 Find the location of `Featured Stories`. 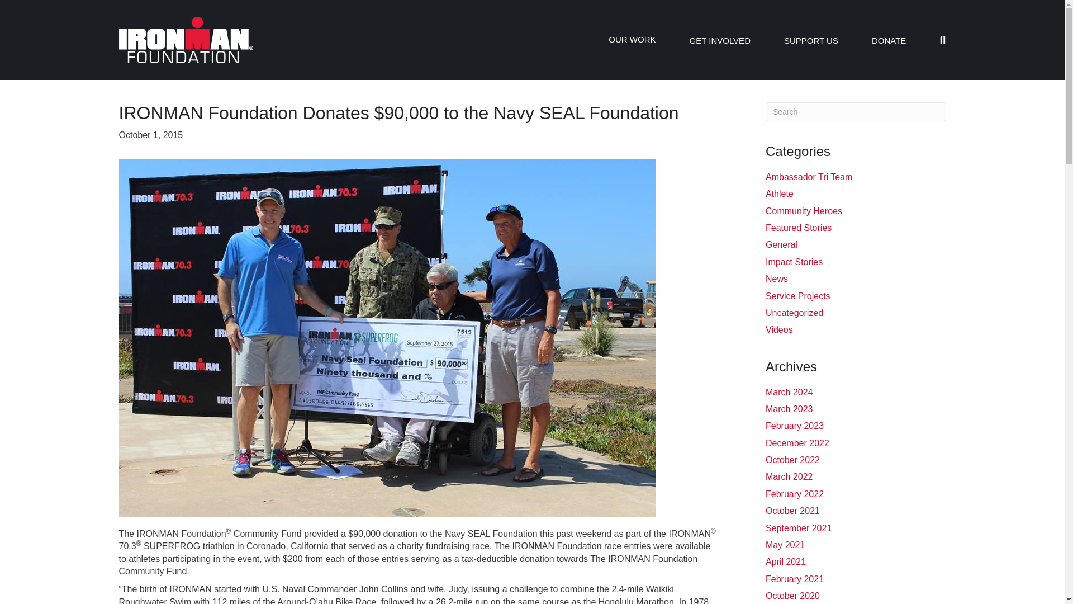

Featured Stories is located at coordinates (799, 227).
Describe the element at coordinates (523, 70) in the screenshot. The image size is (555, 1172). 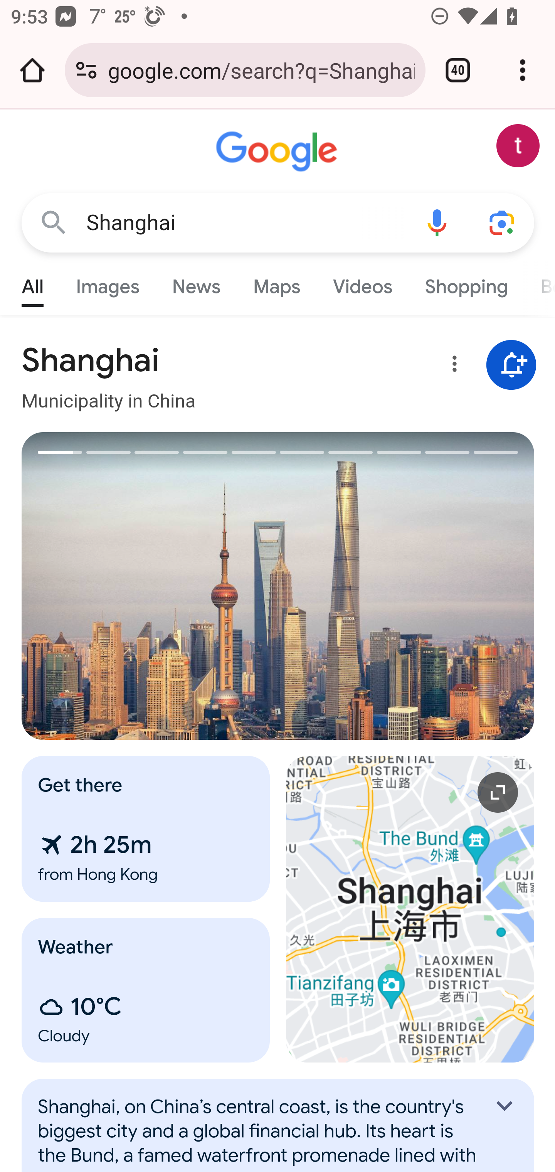
I see `Customize and control Google Chrome` at that location.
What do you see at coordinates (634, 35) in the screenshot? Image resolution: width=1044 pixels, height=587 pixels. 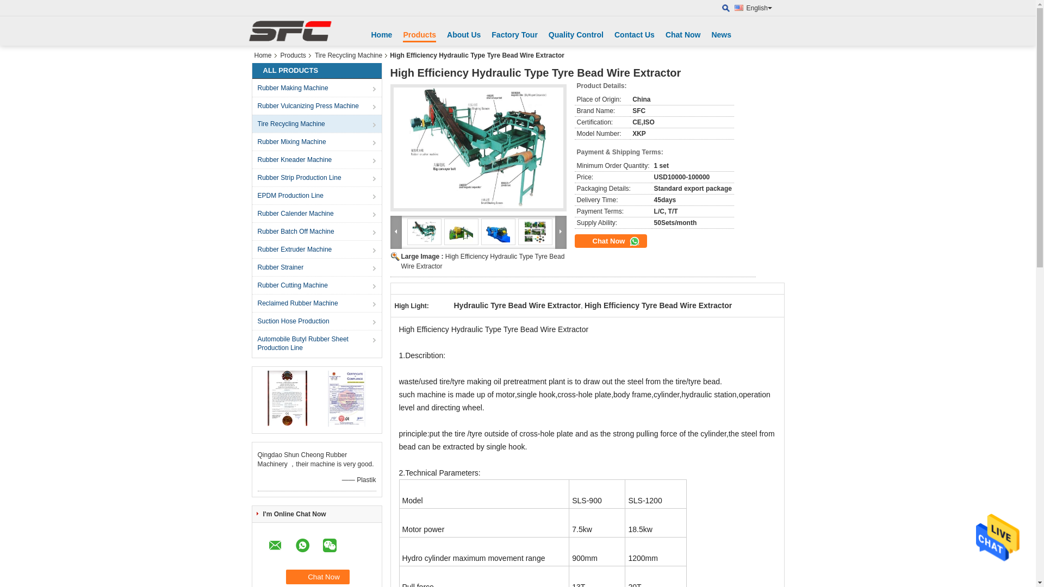 I see `Contact Us` at bounding box center [634, 35].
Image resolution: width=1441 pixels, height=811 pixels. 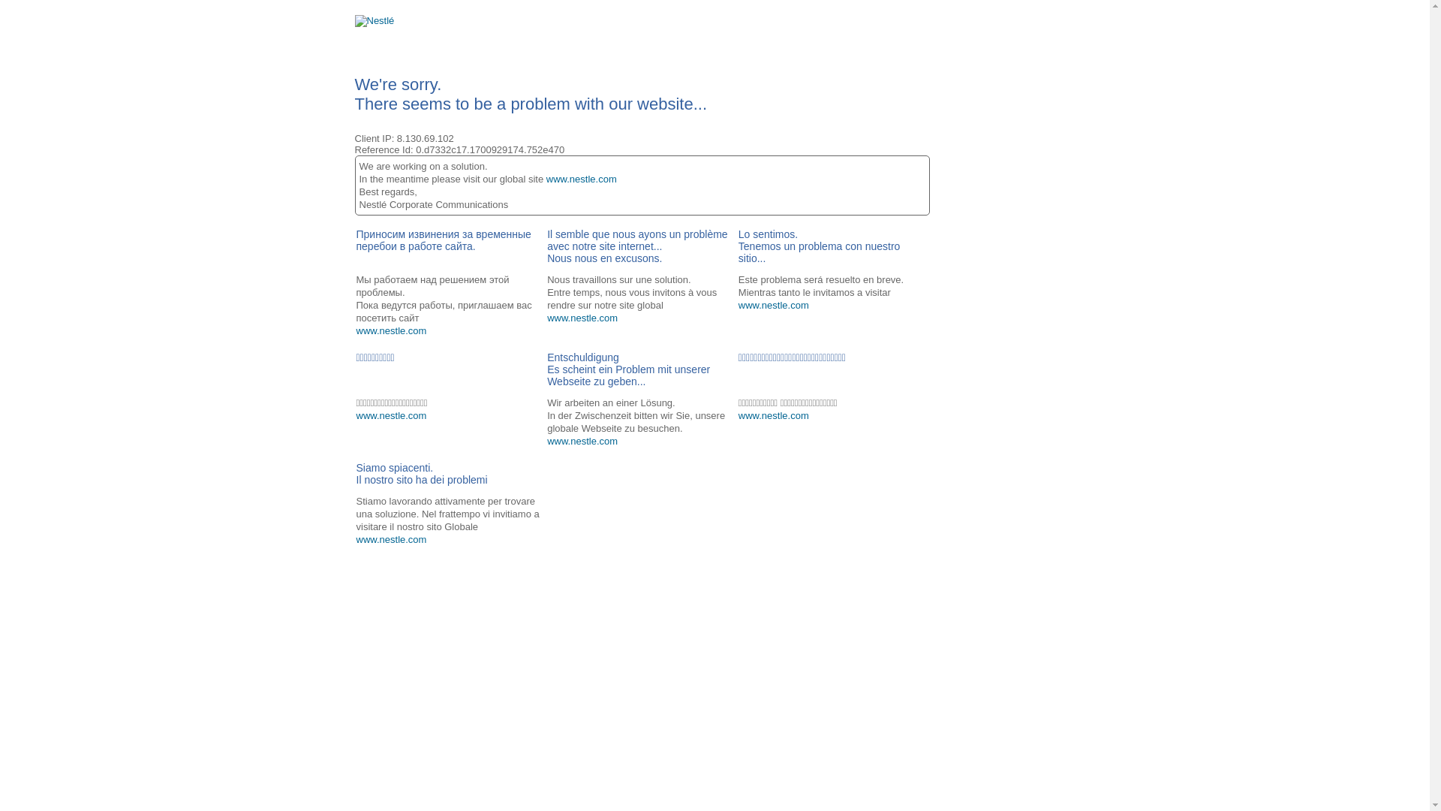 I want to click on www.nestle.com, so click(x=391, y=330).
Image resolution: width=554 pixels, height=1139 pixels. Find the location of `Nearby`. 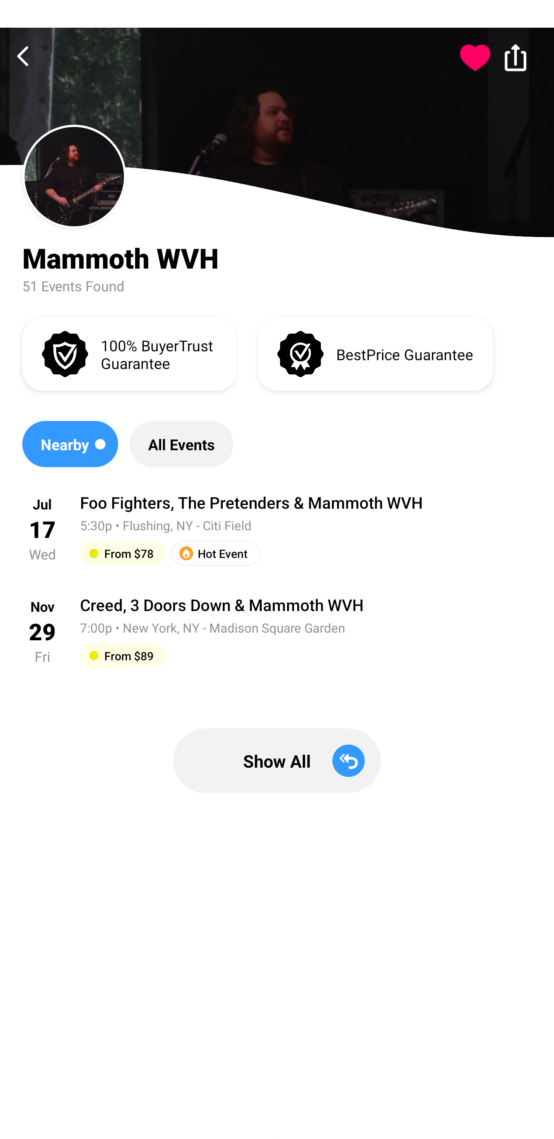

Nearby is located at coordinates (70, 444).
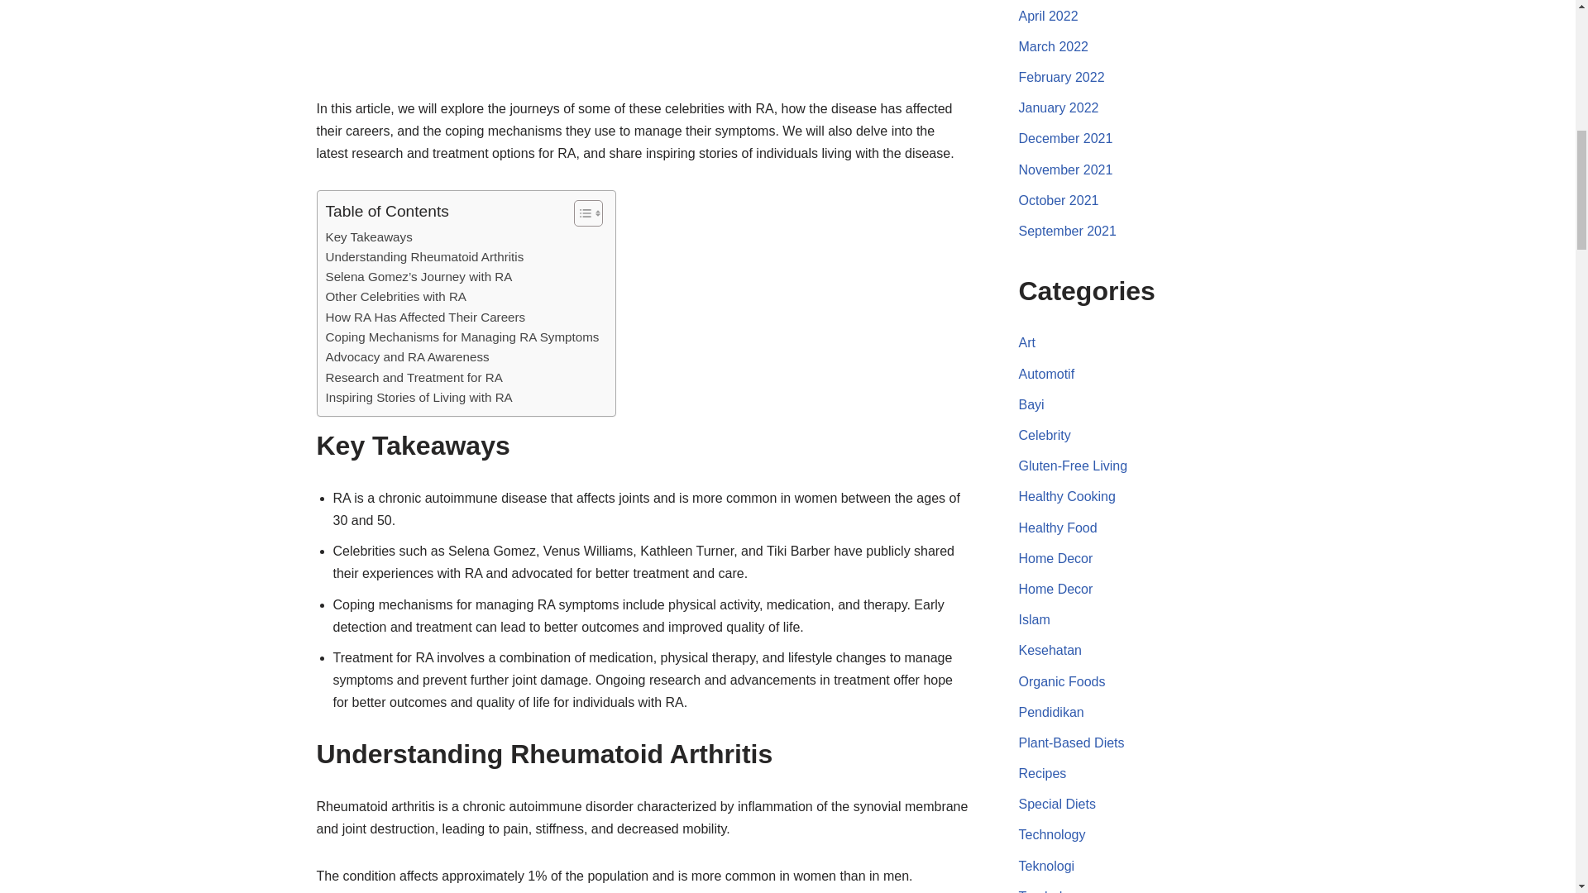 The image size is (1588, 893). I want to click on Advertisement, so click(642, 45).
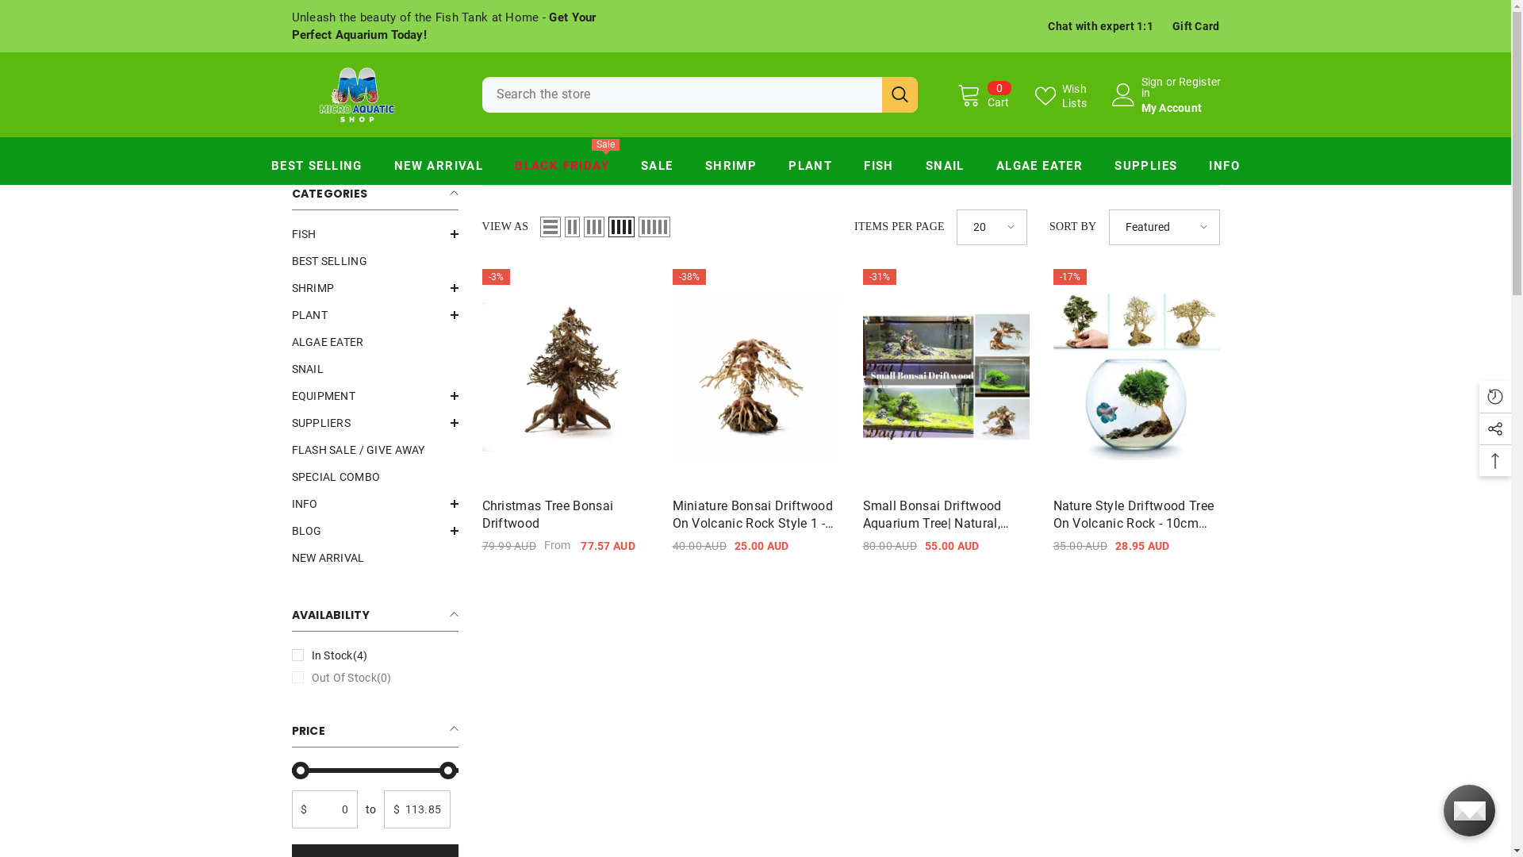 The height and width of the screenshot is (857, 1523). Describe the element at coordinates (1137, 514) in the screenshot. I see `Nature Style Driftwood Tree On Volcanic Rock - 10cm Tall` at that location.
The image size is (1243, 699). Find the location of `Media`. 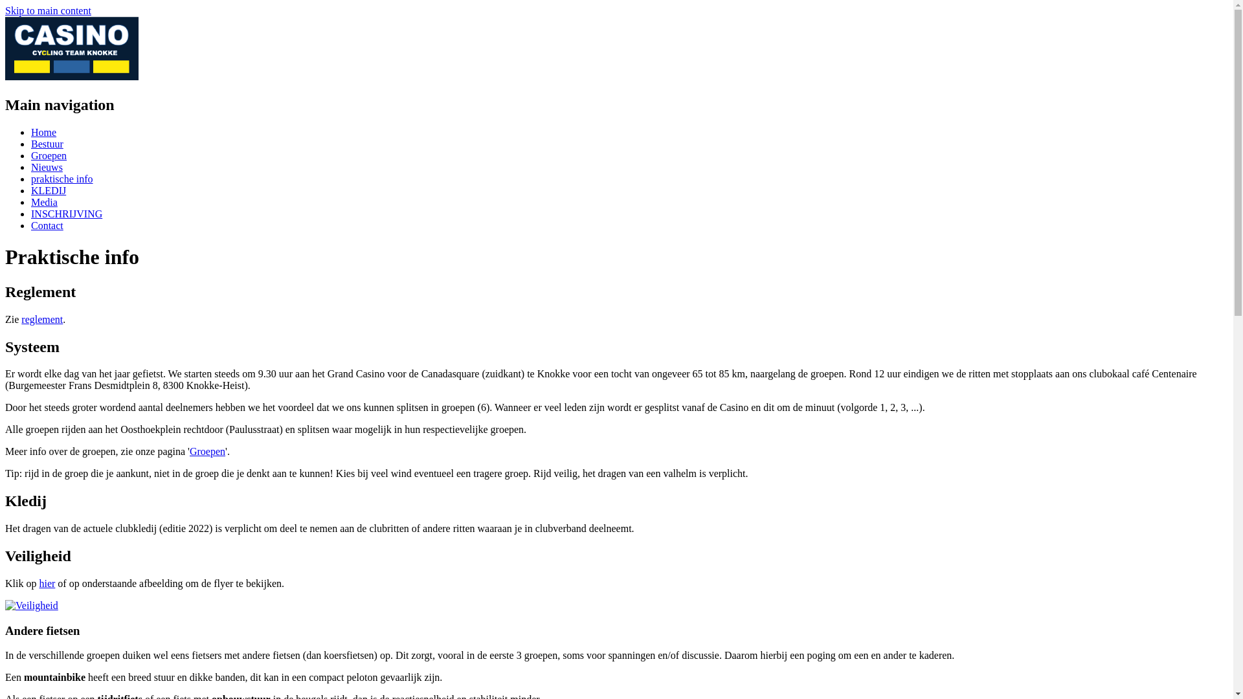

────

**Prompt:** Beginning with the line that contains "Image resolution: width=554" and ending with the last line of the data, transcribe each line exactly; pictures stay out.

**Result below:**
Image resolution: width=554 pixels, height=1139 pixels. Find the location of `Nearby`. 

Nearby is located at coordinates (70, 444).
 The image size is (1588, 893). I want to click on Advertisement, so click(642, 45).
 The height and width of the screenshot is (857, 1523). Describe the element at coordinates (1137, 514) in the screenshot. I see `Nature Style Driftwood Tree On Volcanic Rock - 10cm Tall` at that location.
The image size is (1243, 699). Find the location of `Media`. 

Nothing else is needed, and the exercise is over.